A lot of the time I see people asking how they can do something like access levels for their Rails applications and this usually boils down to some STI (single table inheritance) love. You'll need to have restful_authentication installed.
Single Table Inheritance is where you have multiple models that inherit from a single table, hence the name. It's great for situations like this where we want multiple user access levels, but we don't want to create multiple tables for the different kinds of users of our application. Firstly you start off with one model that inherits from ActiveRecord::Base, and I would advise running script/generate authenticated person session to get this:app/models/person.rb
class Person < ActiveRecord::Base
end
And then you subclass some other classes from Person app/models/student.rb
class Student < Person
end
app/models/teacher.rb
class Teacher < Person
end
app/models/admin.rb
class Admin < Person
end
The great thing about splitting these into individual files is because they're more easily managed and closely follows the convention of one model per file.

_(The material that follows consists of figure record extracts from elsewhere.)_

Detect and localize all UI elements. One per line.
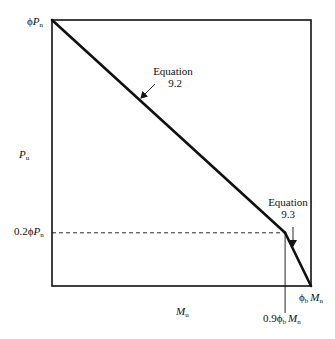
annotation-equation-9-2-line1: Equation xyxy=(153,65,193,77)
annotation-equation-9-2-line2: 9.2 xyxy=(168,77,182,89)
interaction-diagram: Equation 9.2 Equation 9.3 ϕPn Pu 0.2ϕPn … xyxy=(0,0,335,339)
arrow-equation-9-2-icon xyxy=(141,84,155,98)
tick-label-0-9-phib-mn: 0.9ϕbMn xyxy=(263,312,301,326)
plot-frame xyxy=(52,20,311,286)
tick-label-0-2-phi-pn: 0.2ϕPn xyxy=(14,225,44,239)
tick-label-phib-mn: ϕbMn xyxy=(299,291,323,305)
x-axis-label: Mu xyxy=(175,305,189,319)
y-axis-label: Pu xyxy=(18,148,30,162)
tick-label-phi-pn: ϕPn xyxy=(27,15,44,29)
annotation-equation-9-3-line2: 9.3 xyxy=(281,208,295,220)
curve-segment-equation-9-3 xyxy=(285,233,311,286)
curve-segment-equation-9-2 xyxy=(52,20,285,233)
annotation-equation-9-3-line1: Equation xyxy=(268,196,308,208)
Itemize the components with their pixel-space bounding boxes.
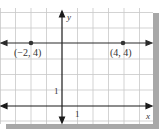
- x-axis-label: x: [145, 111, 150, 121]
- point-4-4: [121, 41, 126, 46]
- x-unit-label: 1: [75, 109, 80, 119]
- point-neg2-4: [29, 41, 34, 46]
- y-axis-label: y: [66, 12, 71, 22]
- coordinate-graph: (−2, 4) (4, 4) y x 1 1: [0, 0, 159, 129]
- point-label-neg2-4: (−2, 4): [14, 47, 41, 59]
- point-label-4-4: (4, 4): [110, 47, 132, 59]
- y-unit-label: 1: [54, 86, 59, 96]
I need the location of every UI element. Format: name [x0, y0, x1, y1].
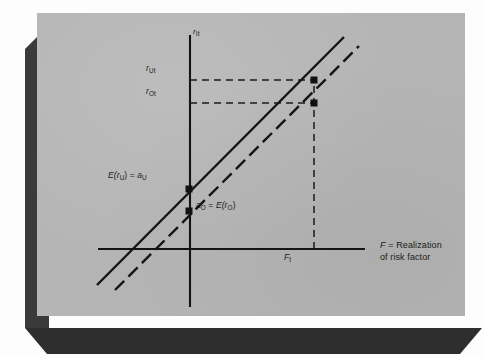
annotation-upper-intercept: E(rU) = aU — [108, 170, 147, 181]
ann-lower-close: ) — [233, 200, 236, 210]
ann-lower-eq: = — [206, 200, 216, 210]
ann-upper-a-sub: U — [142, 174, 147, 181]
plot-canvas — [37, 13, 465, 316]
ann-upper-close: ) = — [124, 170, 137, 180]
characteristic-line-o — [115, 46, 359, 290]
ann-upper-e: E( — [108, 170, 117, 180]
characteristic-line-u — [97, 37, 344, 285]
ann-upper-r-sub: U — [120, 174, 125, 181]
x-tick-ft-sub: t — [289, 256, 291, 263]
annotation-lower-intercept: aO = E(rO) — [196, 200, 236, 211]
marker-rut-point — [311, 77, 318, 84]
y-tick-label-rut: rUt — [146, 63, 156, 74]
x-axis-label: F = Realization of risk factor — [380, 240, 480, 263]
y-axis-label-sub: It — [196, 30, 200, 37]
figure-root: rIt rUt rOt E(rU) = aU aO = E(rO) Ft F =… — [0, 0, 484, 358]
x-axis-label-line1: = Realization — [388, 240, 442, 250]
marker-au-intercept — [186, 186, 193, 193]
y-axis-label: rIt — [193, 27, 200, 37]
x-tick-label-ft: Ft — [284, 252, 291, 263]
y-tick-rut-sub: Ut — [149, 67, 156, 74]
x-axis-label-symbol: F — [380, 240, 386, 250]
ann-lower-r-sub: O — [228, 204, 233, 211]
ann-lower-a-sub: O — [201, 204, 206, 211]
ann-lower-e: E( — [216, 200, 225, 210]
plate-bevel-bottom — [25, 328, 482, 354]
marker-ao-intercept — [186, 208, 193, 215]
y-tick-label-rot: rOt — [146, 86, 156, 97]
y-tick-rot-sub: Ot — [149, 90, 156, 97]
x-axis-label-line2: of risk factor — [380, 252, 430, 262]
marker-rot-point — [311, 100, 318, 107]
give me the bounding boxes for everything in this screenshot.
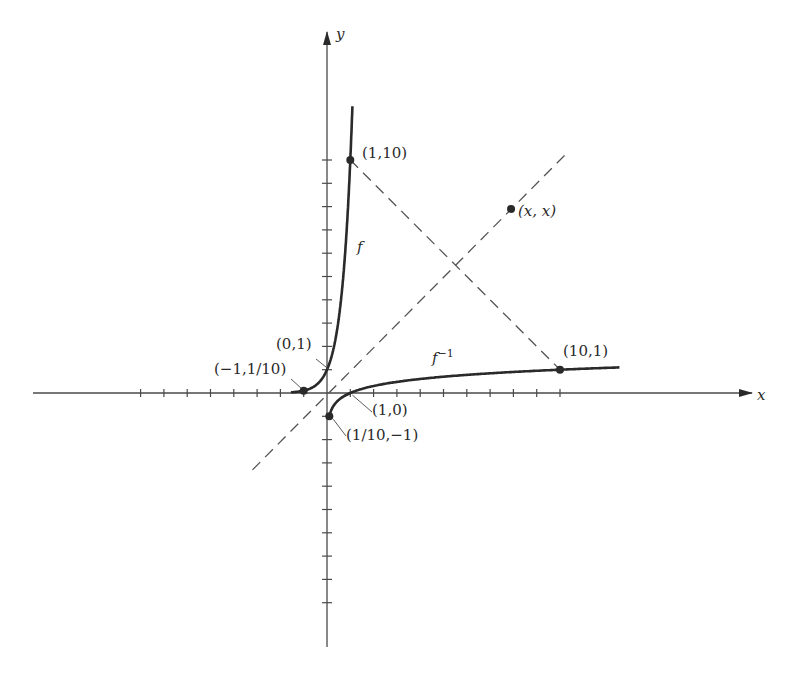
point-marker xyxy=(346,156,354,164)
point-marker xyxy=(556,366,564,374)
y-axis-label: y xyxy=(336,27,344,42)
point-label-0-1: (0,1) xyxy=(276,337,312,352)
point-label-x-x: (x, x) xyxy=(518,204,556,219)
axes xyxy=(33,32,752,647)
axis-ticks xyxy=(141,160,560,603)
plot-area xyxy=(0,0,790,673)
leader-line xyxy=(352,395,372,412)
point-label-1-10-minus1: (1/10,−1) xyxy=(346,428,418,443)
leader-line xyxy=(316,359,328,369)
point-label-1-10: (1,10) xyxy=(362,146,407,161)
f-inverse-exponent: −1 xyxy=(438,347,454,360)
point-marker xyxy=(300,387,308,395)
point-label-minus1-1-10: (−1,1/10) xyxy=(214,362,286,377)
x-axis-label: x xyxy=(757,388,765,403)
leader-line xyxy=(333,419,346,436)
point-marker xyxy=(507,205,515,213)
reflection-segment-line xyxy=(350,160,560,370)
point-label-1-0: (1,0) xyxy=(372,403,408,418)
leader-line xyxy=(291,379,302,389)
curves xyxy=(291,106,620,418)
f-inverse-curve-label: f−1 xyxy=(432,348,454,366)
point-label-10-1: (10,1) xyxy=(563,344,608,359)
f-curve-label: f xyxy=(357,240,363,255)
leader-lines xyxy=(291,359,372,436)
point-marker xyxy=(325,412,333,420)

Now you have a person, student and teacher model and you should have a brand new migration for your people table in db/migrate so go on and open that up and you'll see something like this:
class CreatePeople < ActiveRecord::Migration
def self.up
create_table "people", :force => true do |t|
t.column :login, :string, :limit => 40
t.column :name, :string, :limit => 100, :default => '', :null => true
t.column :email, :string, :limit => 100
t.column :crypted_password, :string, :limit => 40
t.column :salt, :string, :limit => 40
t.column :created_at, :datetime
t.column :updated_at, :datetime
t.column :remember_token, :string, :limit => 40
t.column :remember_token_expires_at, :datetime
end
add_index :people, :login, :unique => true
end
def self.down
drop_table "people"
end
end
To enable STI for this table, just add:
t.column :type, :string
into the create_table block, just after t.column :remember_token_expires_at, :datetime. This type column will be set to whatever class the record is, so if we create a new Student object, this type column will be set to "Student".
To create new objects for these subclasses I would recommend building a people controller and using the form partial from that to base your form off from the other controllers, such as StudentsController and TeachersController. These controllers should NOT subclass from PeopleController, they should be their own independent controllers because Teachers, People and Students are all individual resource types.If you have associated models (e.g. Person has_many :enrolments), any subclass of Person will inherit this relationship. For the relationship, this will be referenced via person_id still in the enrolments table.